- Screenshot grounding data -
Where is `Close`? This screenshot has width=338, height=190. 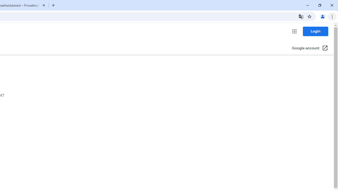
Close is located at coordinates (44, 5).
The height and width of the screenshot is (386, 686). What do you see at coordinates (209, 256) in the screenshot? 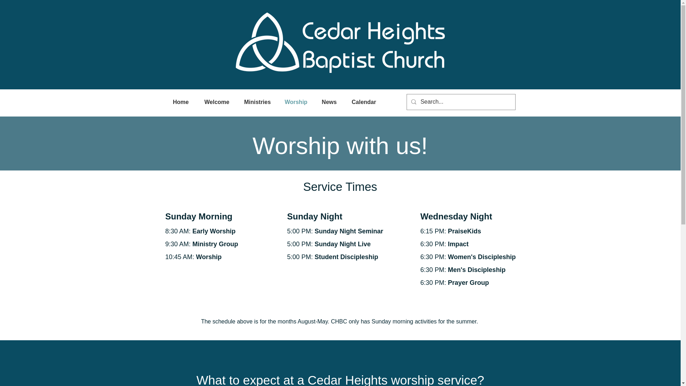
I see `Worship` at bounding box center [209, 256].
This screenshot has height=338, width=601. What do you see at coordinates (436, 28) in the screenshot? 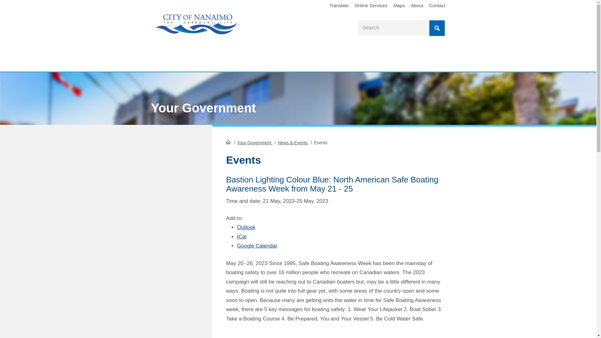
I see `Search` at bounding box center [436, 28].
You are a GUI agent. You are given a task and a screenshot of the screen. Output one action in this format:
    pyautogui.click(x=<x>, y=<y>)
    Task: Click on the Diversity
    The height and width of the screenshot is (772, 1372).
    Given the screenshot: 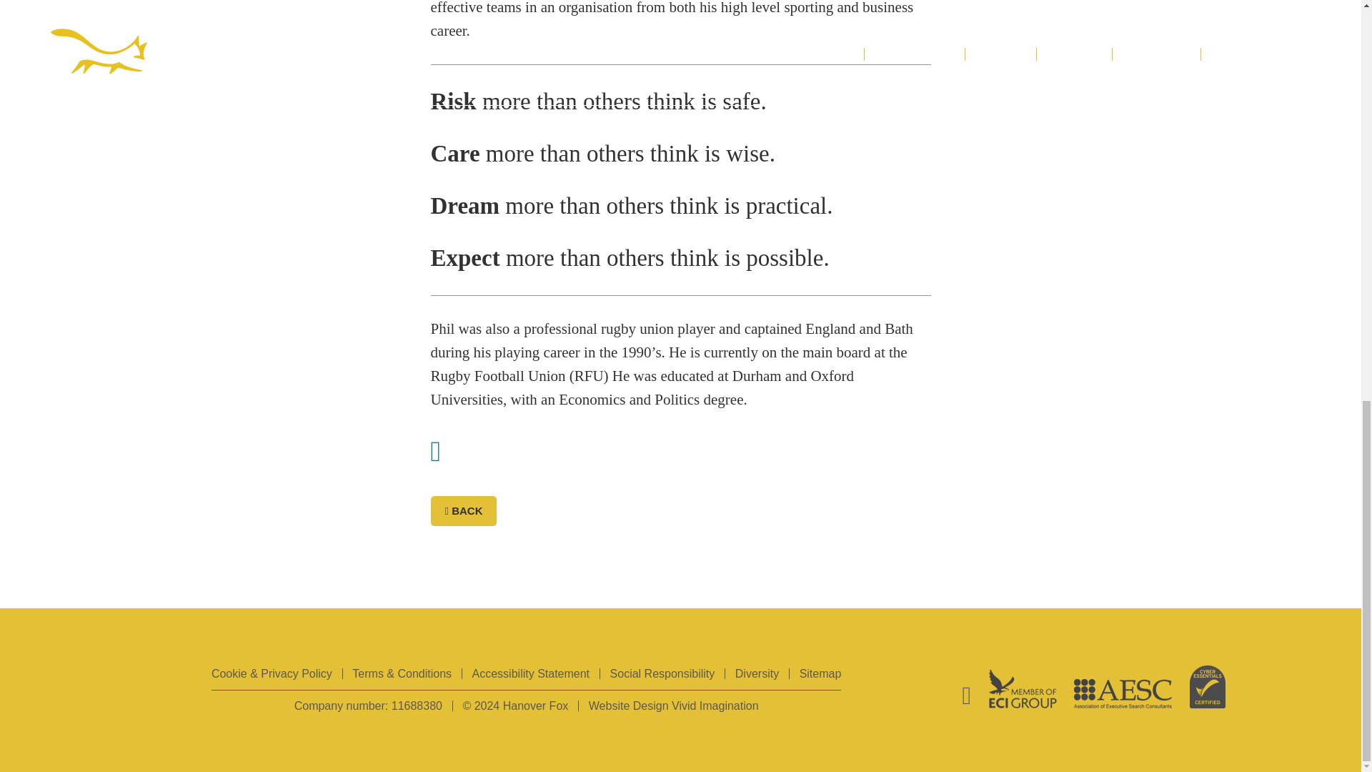 What is the action you would take?
    pyautogui.click(x=757, y=673)
    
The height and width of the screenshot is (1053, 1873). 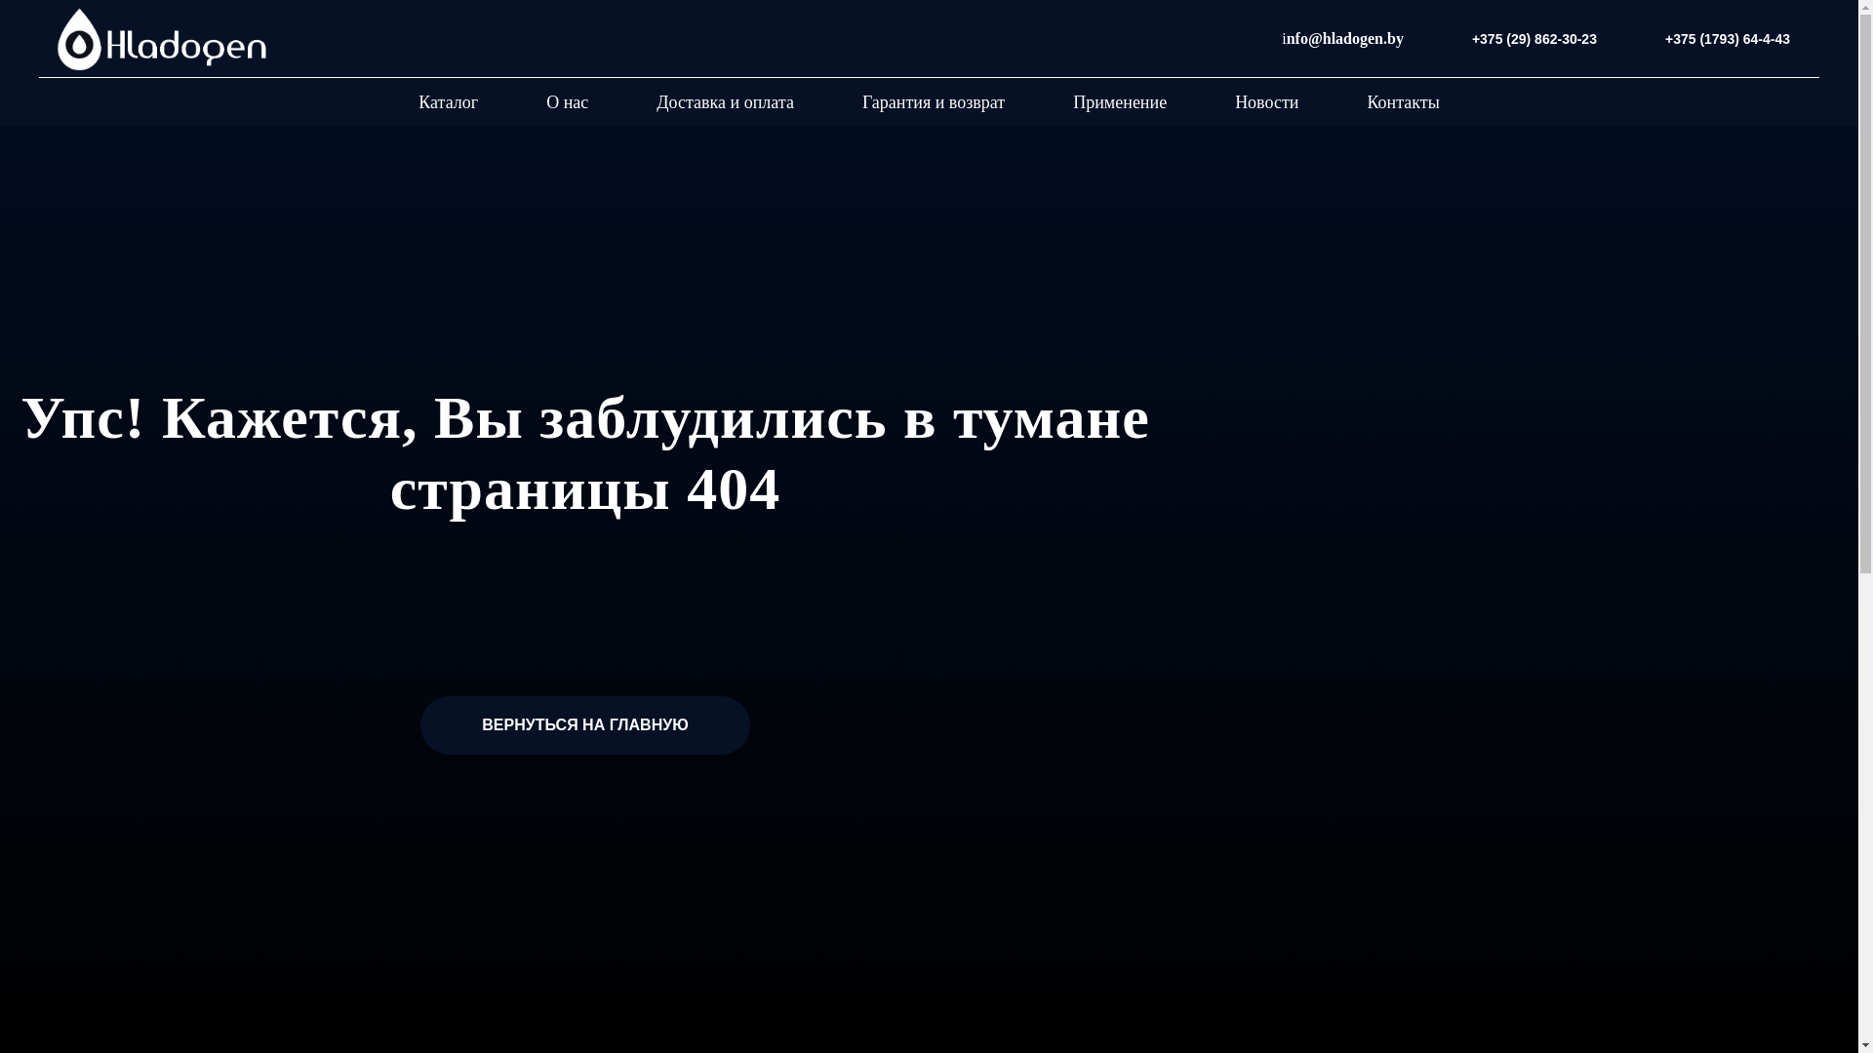 I want to click on i, so click(x=1284, y=39).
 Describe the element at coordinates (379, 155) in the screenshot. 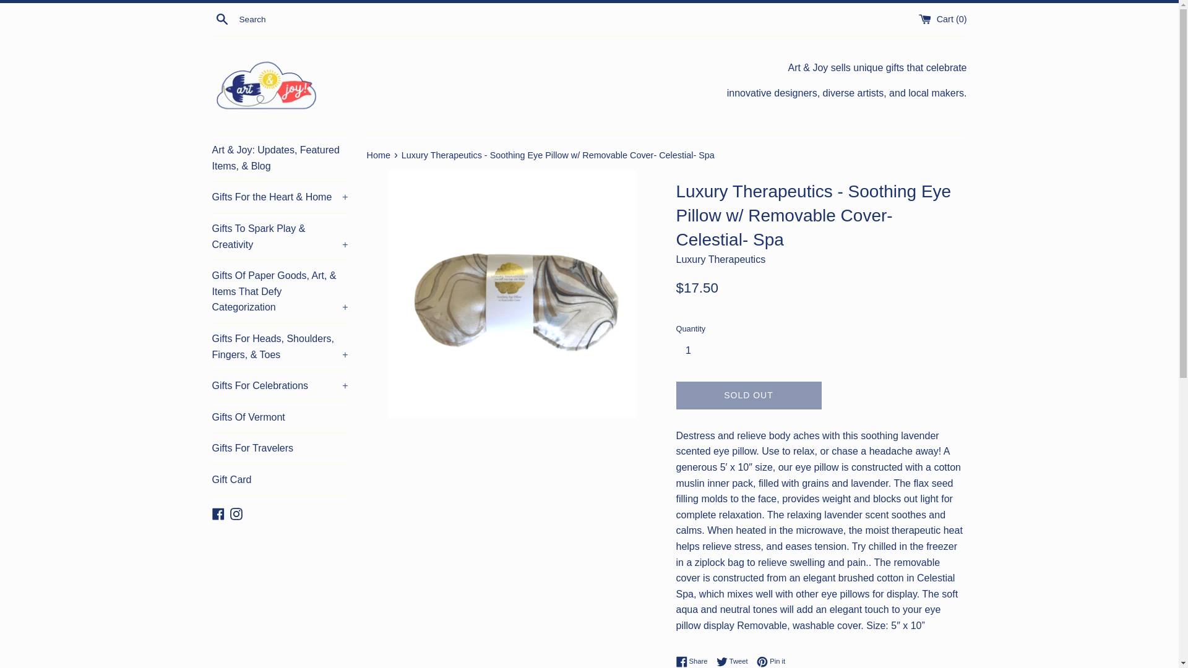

- WORK INSTRUCTION -
Please reproduce exactly and only the lines from the first line of the records through the line containing "You are a GUI", both included, omitting any pictures.

- WRITTEN RESPONSE -
Where is `Close`? This screenshot has width=338, height=190. 
Close is located at coordinates (44, 5).
The height and width of the screenshot is (386, 686). What do you see at coordinates (209, 256) in the screenshot? 
I see `Worship` at bounding box center [209, 256].
This screenshot has height=338, width=601. What do you see at coordinates (436, 28) in the screenshot? 
I see `Search` at bounding box center [436, 28].
You are a GUI agent. You are given a task and a screenshot of the screen. Output one action in this format:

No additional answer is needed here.